On the day we arrived in Paris, the front page of the International Herald Tribune ran a photo of the cracked facade of the Hotel Del Prado, where we’d just booked rooms for our parents’planned visit before we left, its windows boarded shut.
Our whole trip was haunted by news of el gran temblor.
*
Two weeks after the quake, we flew back to Mexico on the emptiest plane I've ever taken. A dozen passengers at most, mainly Red Cross workers. As the plane flattened onto the Benito Juárez Airport runway, we wondered what we'd find.
In the airport building, masons on tall scaffolding spackled rifts in the walls. The restaurant where we'd endured the quake was cordoned off. From the window of the taxi taking us downtown, we looked out at blocks of gutted buildings, slumped houses. Metal beams dangling from structures like cracked branches. The closer to the center, the worse it got. The taxi driver told us a whole apartment building had come down in Tlatelolco Plaza, leaving the surviving residents homeless, the government deaf to their pleas, the corrupt contractors who built with cheap materials and violated codes disclaiming responsibility. A few blocks from the Zócalo, we saw an indelible image of futility: a lone worker atop a ruined skyscraper, swinging a pickaxe. How many years, at that rate, to demolish it?

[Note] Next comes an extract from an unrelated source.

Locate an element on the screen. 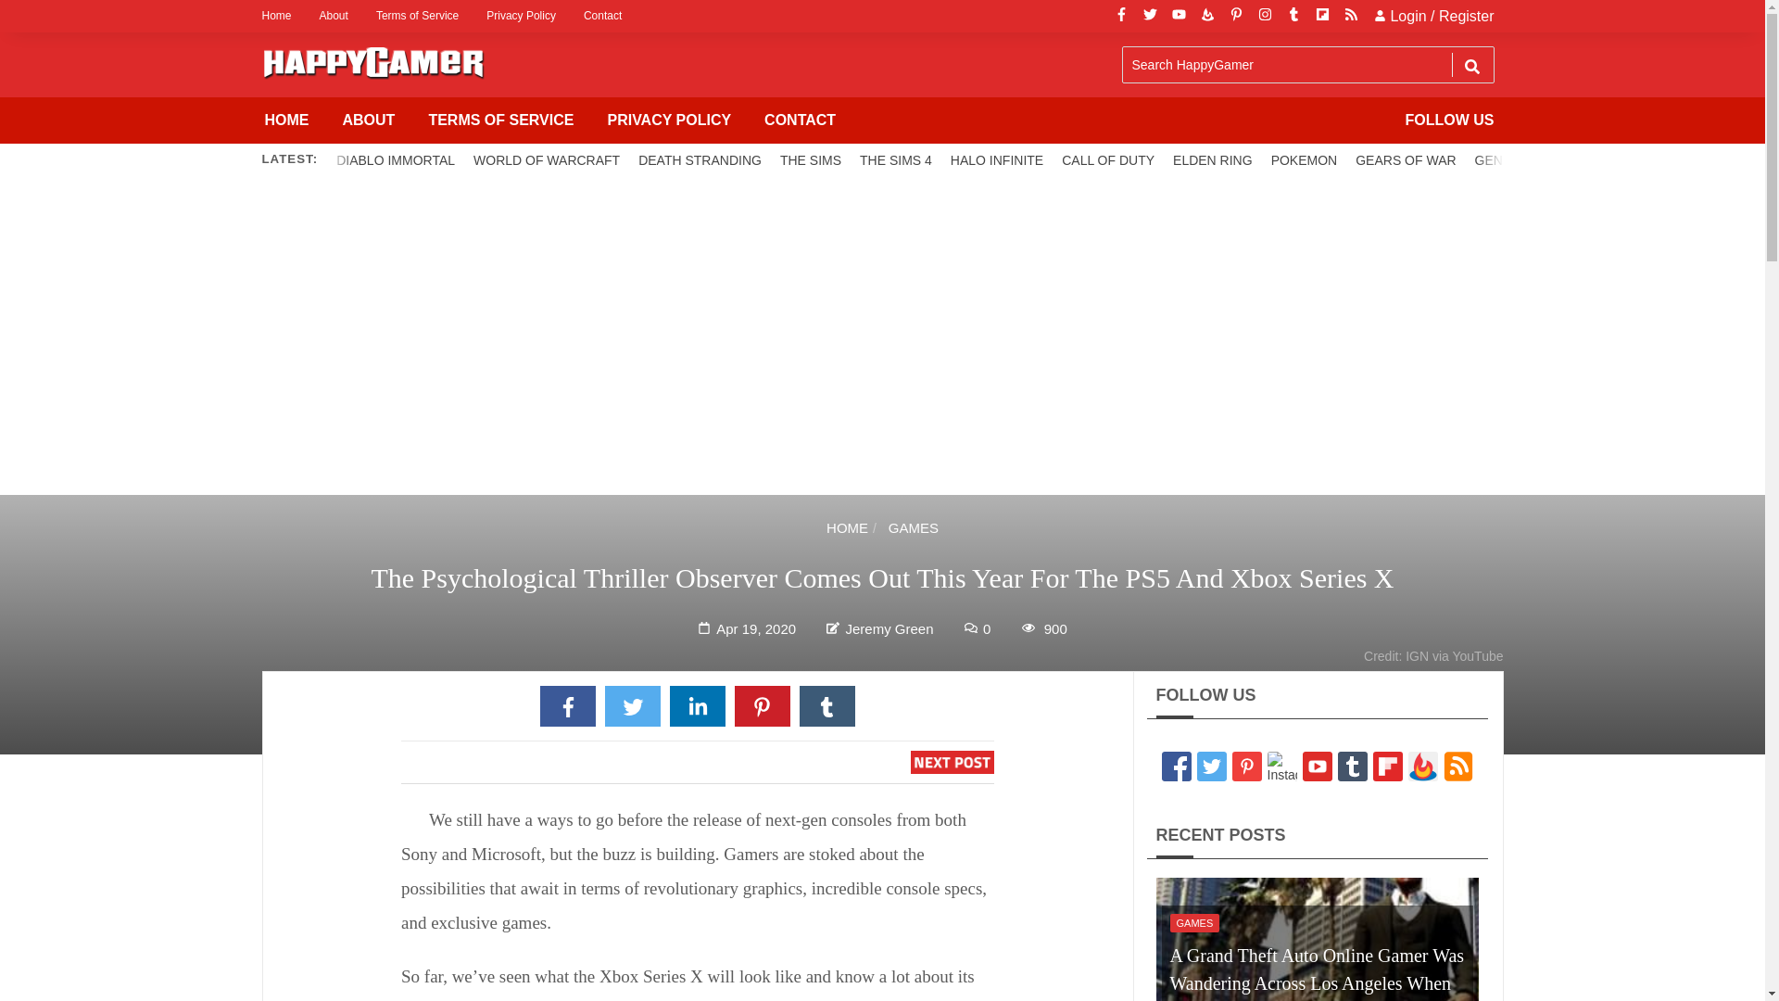  Tumblr is located at coordinates (1293, 16).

The driver let us off in front of the Hotel Guardiola, where we’d awoken the morning of the quake. Wide cracks zigzagged down the stone facade. The entrance was boarded up. (It would never reopen.) Dazedly we stepped among piles of cement and masonry. Jagged fissures stabbed the crumpled window jambs of the 4th floor room where we’d stayed, its panes blown out. “If we hadn't left early to change our tickets…” my wife said somberly.

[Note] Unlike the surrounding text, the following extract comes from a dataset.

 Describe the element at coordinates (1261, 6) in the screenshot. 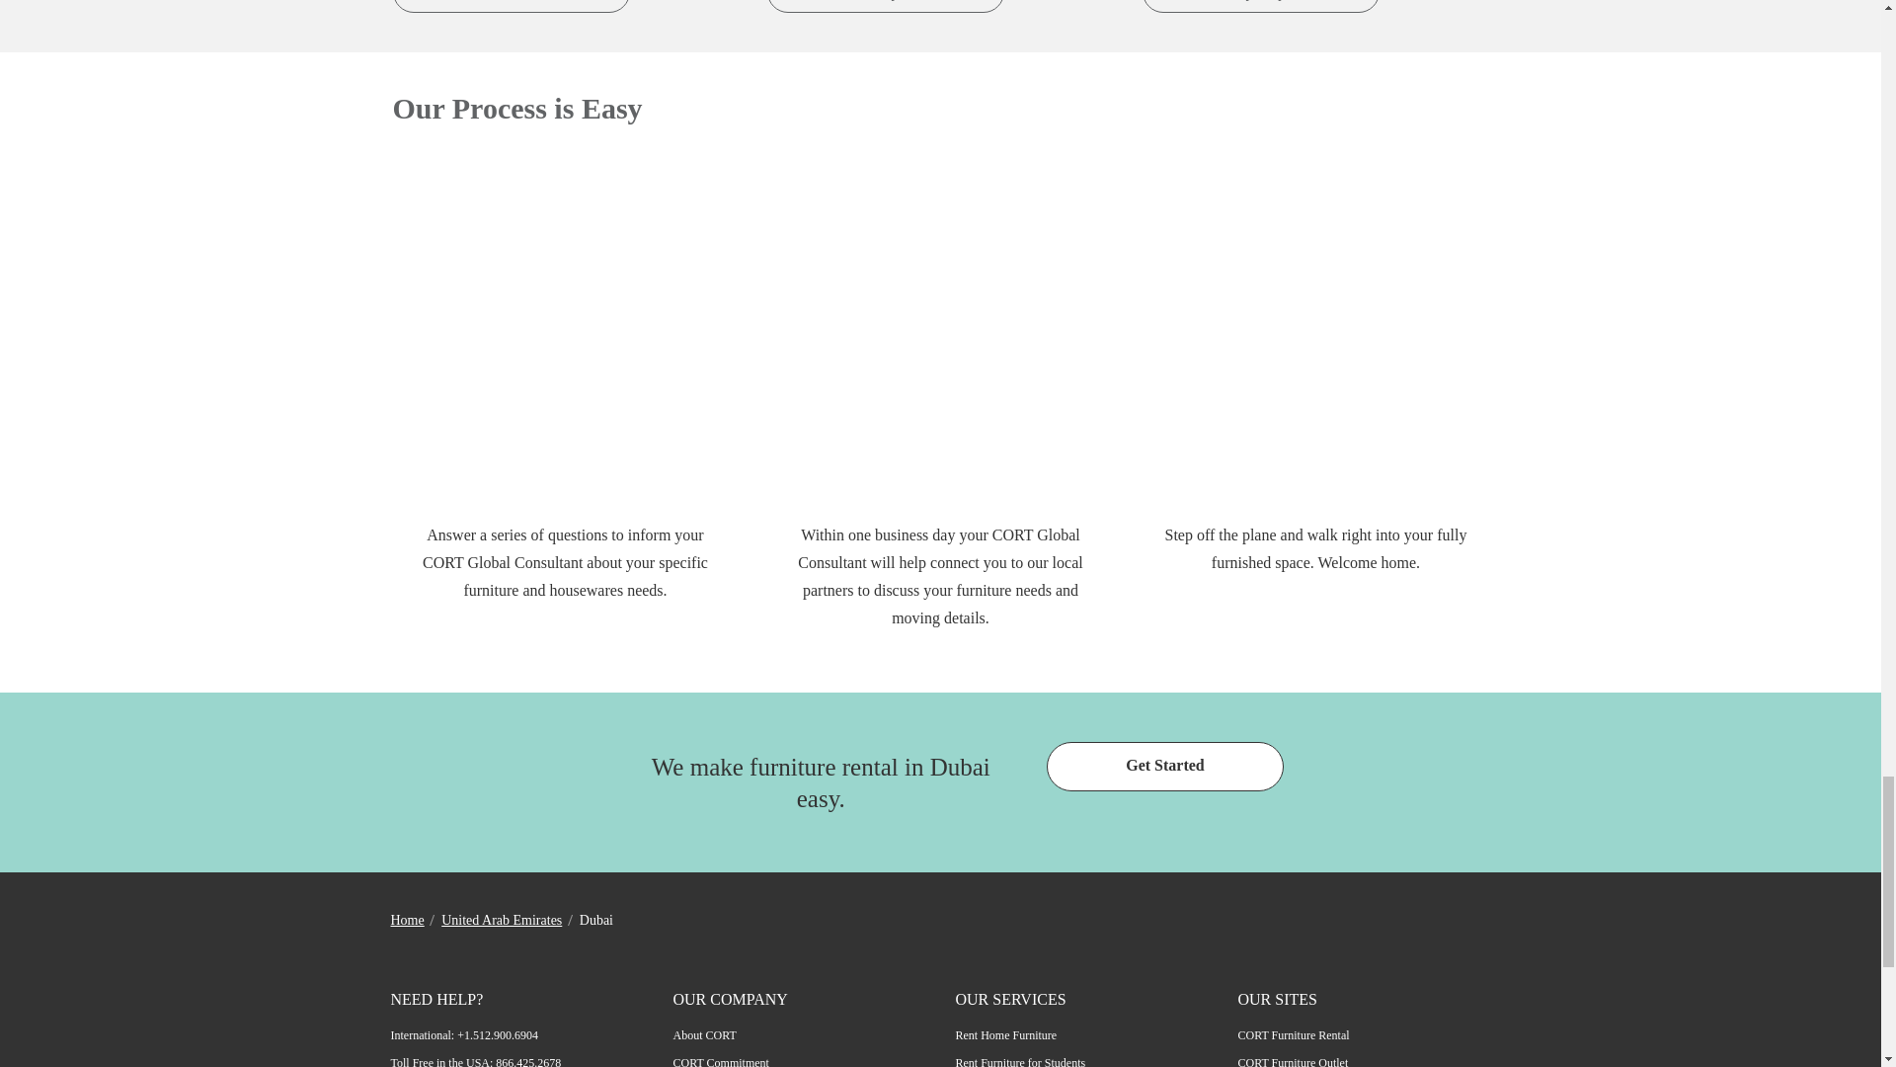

The Alameda looked like a bomb had hit it. Buldings slumped like sandbags, leaving views of the block behind; in others, upper floors had collapsed into lower ones as if someone has smashed a fish down on a wedding cake. Clouds of dust rose from the fallen Hotel Regis as rescue crews shifted debris and heavy machinery cut into the ruins.

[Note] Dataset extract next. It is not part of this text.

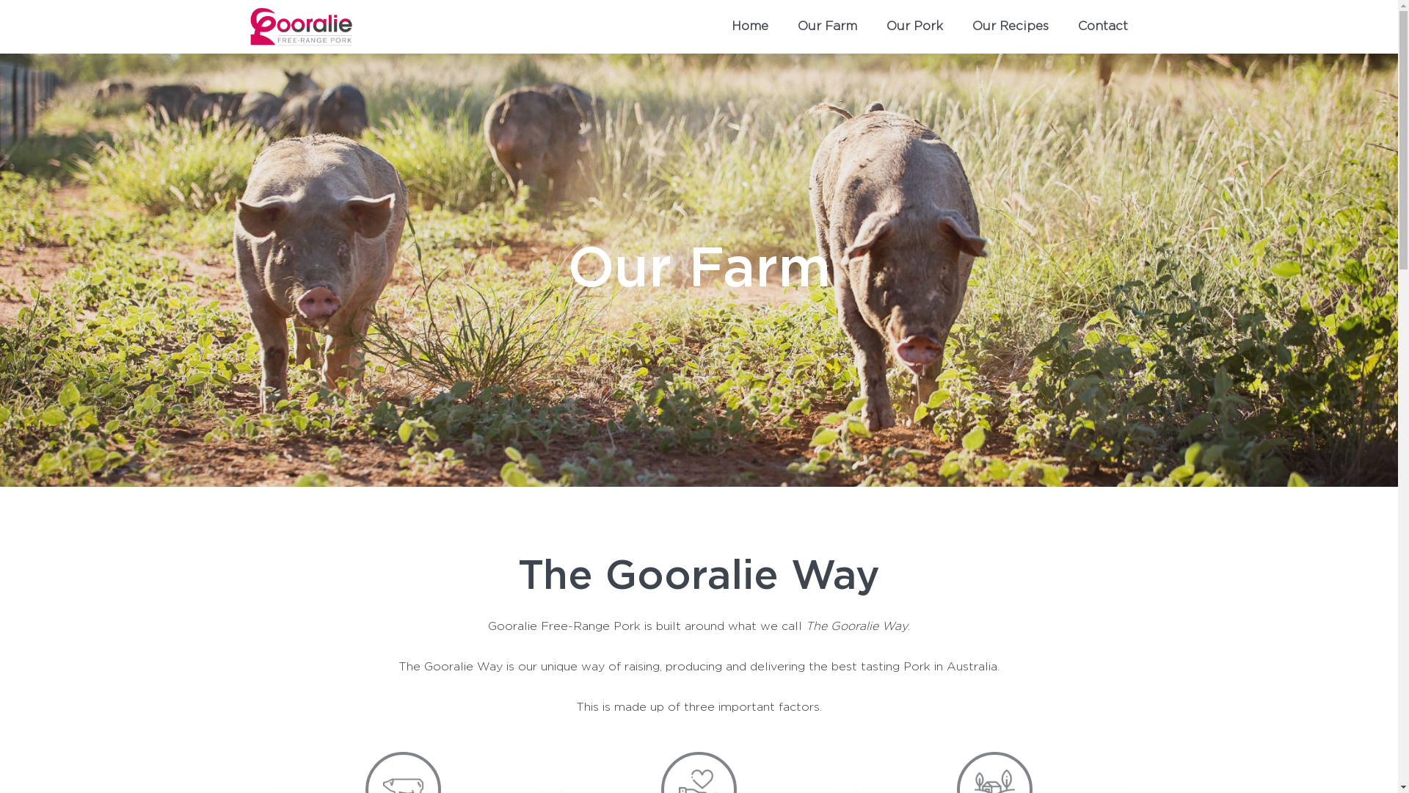 The width and height of the screenshot is (1409, 793). I want to click on Contact, so click(1103, 26).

In front of the Hotel Del Prado, a work crew was bearing a damaged section of wall with Diego Rivera's famed lobby mural Sunday Afternoon in Alameda Park out into the very park it illustrates - a surreal sight the painter would surely have noted.
We dragged our bags to the Hotel Majestic on the Zócalo, whose 17th century stone structure had suffered little damage, and booked an interior room for the night. We slept uneasily in our clothes.
The next morning, we called our friends Carlos and Elenita in San Miguel.
“Only the chandeliers swayed,” Carlos said. “A couple of books fell from the shelves. Mexico City is fucked, we hear. Things are okay here.”
Elenita got on the line. “Come home,” she said.





Amazed and glad you survived such cataclysmic destruction. I flew down from NY to Mexico City the day after the quake to write stories on the aftermath for People. Standing in the ancient Zócalo, empty and eerily silent except for occasional ambulances, sirens on, whizzing by on adjacent streets, I felt that the city had been humbled, that a history of quakes over millennia had just awakened. A sad, tragic reminder of human fragility. Your line about the city "pitching like a drunk on the lake it was built on" perfectly captures what happened.
I too was in CDMX that day. I was flying out early to the USA. Luckily my driver was waiting for me as I went racing down the stairs of the hotel with purse in my hands. I left all other belongings in that room.
I was told that I was on the last plane to fly out that day. It was at least two years before I returned to Mexico.